Journalists are often accused of bias. Rarely do journalists level that charge against themselves. But the 35,000 members of Britain’s National Union of Journalists (NUJ) have done exactly that. Call them prejudiced, call them unprofessional. You can’t say they aren’t candid.
The NUJ has declared a boycott against the usual suspect: Israel. Just say no! to Israeli oranges, lemons and melons, they demand.
The NUJ has not declared a boycott against Sudan -- despite the fact that the Khartoum regime is committing genocide against black Muslims in Darfur. Nor have they called for a boycott against the Syrian and Russian regimes that regularly murder their critics; the Iranian mullahs who torture reporters; the Palestinian Authority which is complicit in the kidnapping of correspondents; or the many Middle Eastern regimes that trample human rights day in and day out. No, the NUJ targets what is indisputably the freest and most democratic country in the Middle East, the one nation in the world with neighbors so hostile they vow to wipe her off the map.
The simple explanation is anti-Israelism -- the 21st century’s most fashionable form of anti-Semitism. The NUJ is not quite candid enough to say that. Instead, the union cites what it calls the "savage, pre-planned attack on Lebanon by Israel."
You may be thinking: But didn’t last summer's conflict begin when Hezbollah fired rockets from Lebanon at villages inside Israel? Didn’t Hezbollah commandos cross the border into Israel and kill three Israeli soldiers and kidnap two more (who are to this day still in captivity, deprived of the most basic rights to which POWs are entitled)? Weren’t those acts of war to which Israel had a right to respond?
Also, you might wonder why the NUJ is so blithely unconcerned about Hezbollah’s use of Lebanese civilians and, in some cases, entire villages, as human shields. Though there was little press coverage during last summer’s war, after the conflict U.K. Foreign Office Minister Kim Howell investigated and reported to a parliamentary committee that Hezbollah had extensively hidden caches of arms in schools and mosques, and rockets in homes and apartment blocks.
“What I saw out there begs many questions about the way we try to define what constitutes a war crime,” Howell said. “Every time the Israelis responded [to a missile attack] and smashed a building down, every picture of a burnt child and every picture of a building that had housed people [where] there was now pancake on the ground was propaganda for Hezbollah.”
Propaganda that many journalists were more than willing to distribute globally (as Marvin Kalb, a senior fellow at Harvard’s Joan Shorenstein Center on the Press, Politics and Public Policy, documents in a recent report: “The Israeli-Hezbollah War of 2006: The Media As A Weapon in Asymmetrical Conflict"). But that’s the luxury that bias affords: You can ignore war crimes by those you favor while, deriding as “savage” attempts at self-defense by those against whom you are prejudiced.
The British journalist, Toby Harnden, who has worked in the Middle East and who opposes the NUJ action, writes in the Telegraph that the NUJ has “a childish fixation with trendy-Leftie causes,” of which anti-Israelism is merely the most pronounced.
He notes, for example, an NUJ motion that "applauds the advances made by the Venezuelan people and government in redistributing the country's wealth" since Hugo Chavez came to power and turned that country into a bastion of anti-Americanism and an ally of Iran’s rulers.
Ironically, even as the NUJ is bashing Israel, Alan Johnston, the Gaza correspondent of the BBC is being held captive (and may have been killed) by Palestinian militants. Or maybe that isn’t ironic. Johnson’s kidnapping, the abduction and forced conversions of Fox journalists Steve Centanni and Olaf Wiig, the video-taped decapitation of Daniel Pearl -- these and other atrocities are intimidating a growing list of journalists.
With this as backdrop, perhaps the NUJ boycott against Israel should be seen less as bias and more as a kind of tribute -- a sacrifice of journalistic integrity in the hope it may appease the editors who matter most, those who cut not with red pens but with butcher knives, those who produce not packages for the evening news but snuff videos for the Internet.
“The use of media as a weapon [has] an effect parallel to a battle," Hezbollah commander Nabil Qaouk has declared. Al-Qaeda's Ayman al-Zawahiri, has observed that more than half of the Islamists' war "is taking place in the battlefield of the media."
That Britain’s National Union of Journalists has now surrendered any pretense of balance and neutrality in regard to the Arab-Israeli conflict must be a source of enormous encouragement to such men.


TASK TO CARRY OUT
The reply must consist of the complete listing, reproduced exactly, with no images included.

RECORDS SUPPLIED
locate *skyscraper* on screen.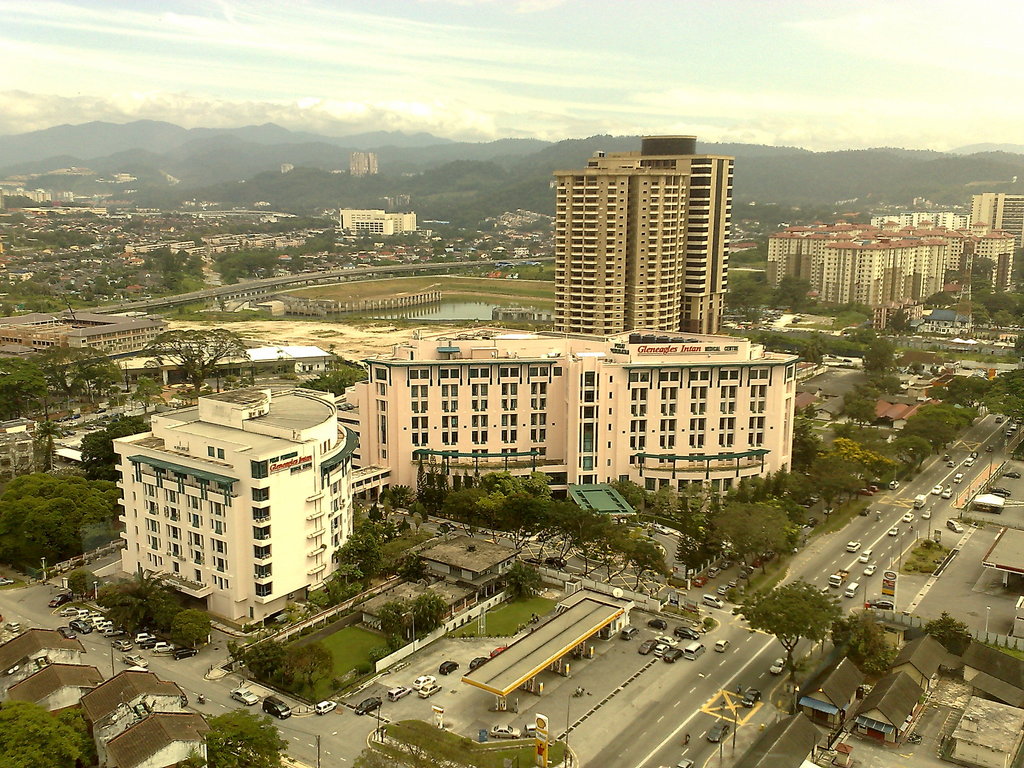
On screen at pyautogui.locateOnScreen(114, 384, 353, 616).
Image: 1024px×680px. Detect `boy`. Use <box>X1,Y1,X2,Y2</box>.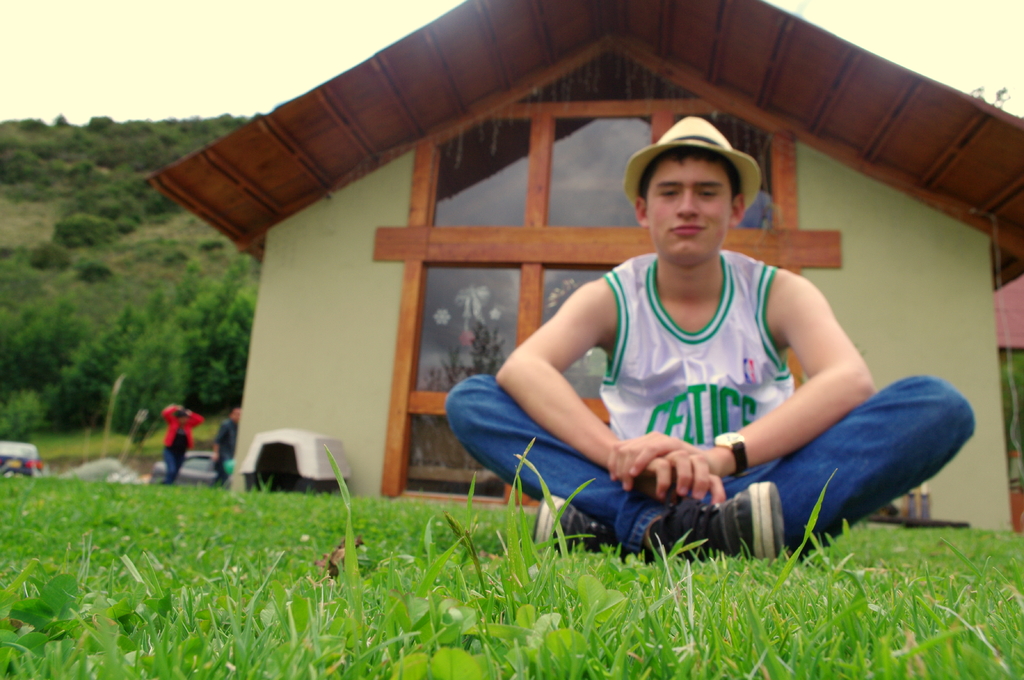
<box>428,108,980,576</box>.
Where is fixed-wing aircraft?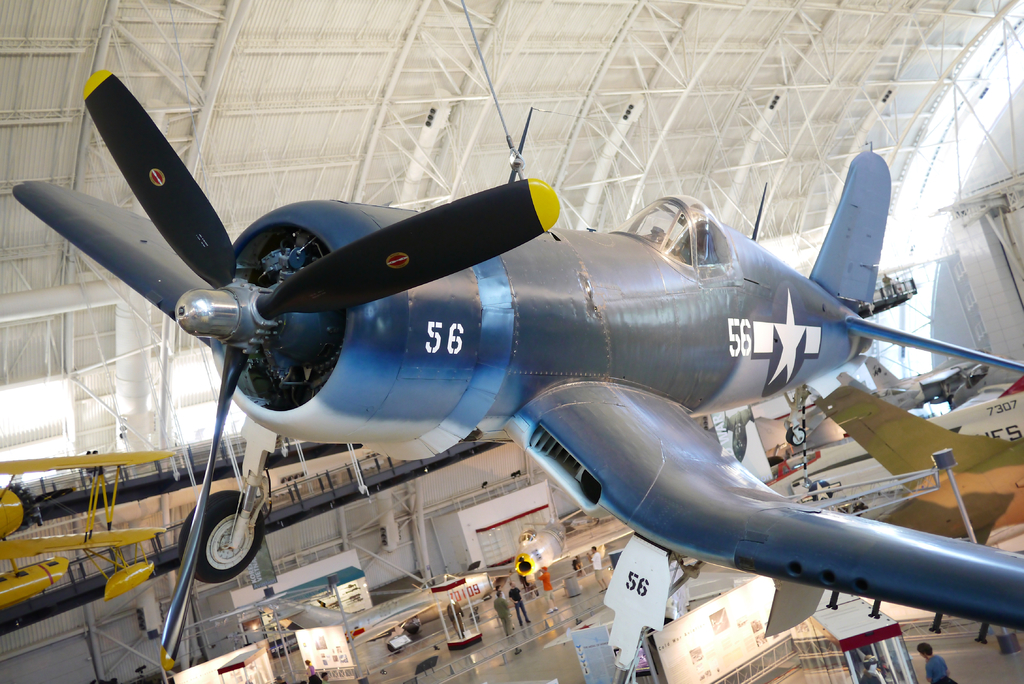
x1=13, y1=76, x2=1023, y2=676.
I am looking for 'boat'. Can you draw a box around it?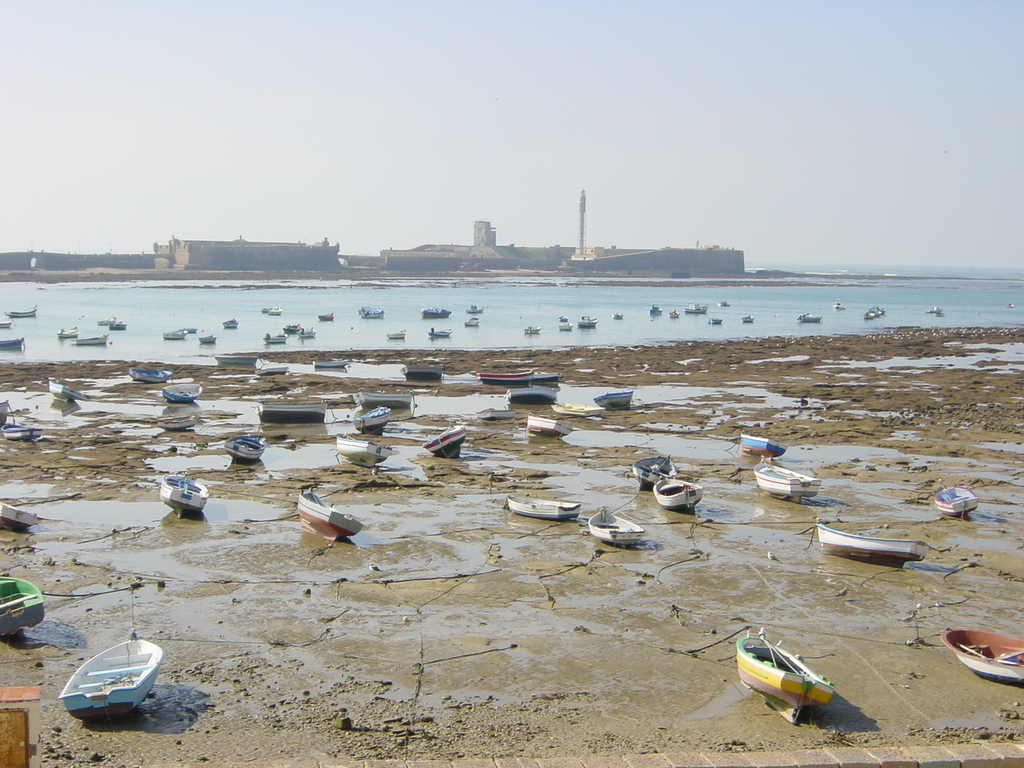
Sure, the bounding box is pyautogui.locateOnScreen(70, 335, 109, 344).
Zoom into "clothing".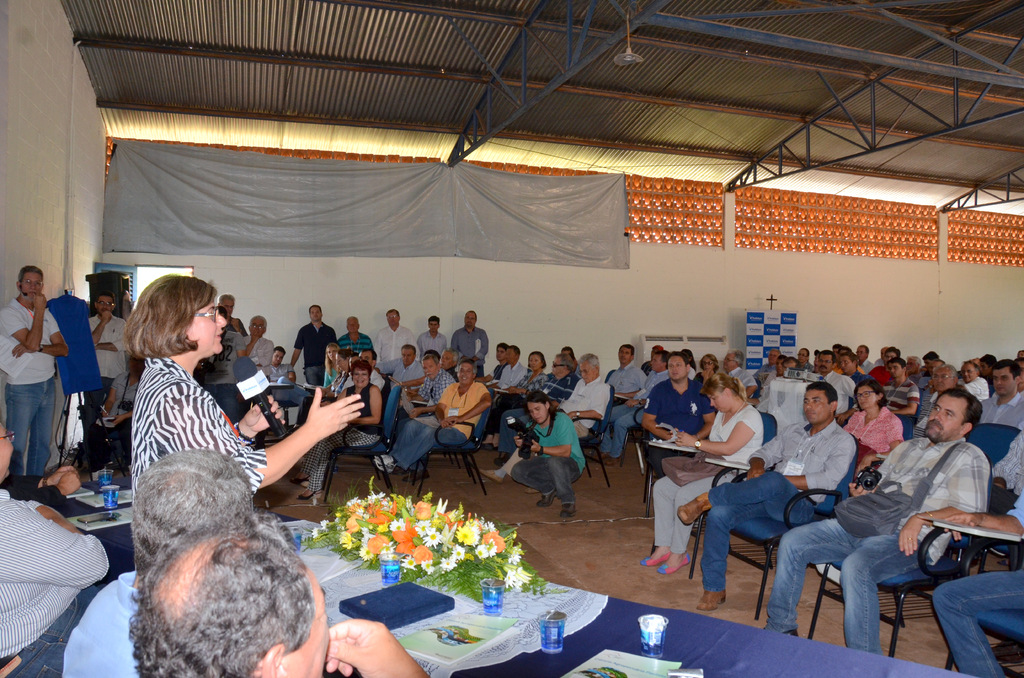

SOLUTION BELOW
locate *skyscraper* on screen.
On screen at pyautogui.locateOnScreen(114, 384, 353, 616).
Image: 1024px×680px. Detect `boy`. Use <box>X1,Y1,X2,Y2</box>.
<box>428,108,980,576</box>.
Where is fixed-wing aircraft?
x1=13, y1=76, x2=1023, y2=676.
I am looking for 'boat'. Can you draw a box around it?
Sure, the bounding box is pyautogui.locateOnScreen(70, 335, 109, 344).
Zoom into "clothing".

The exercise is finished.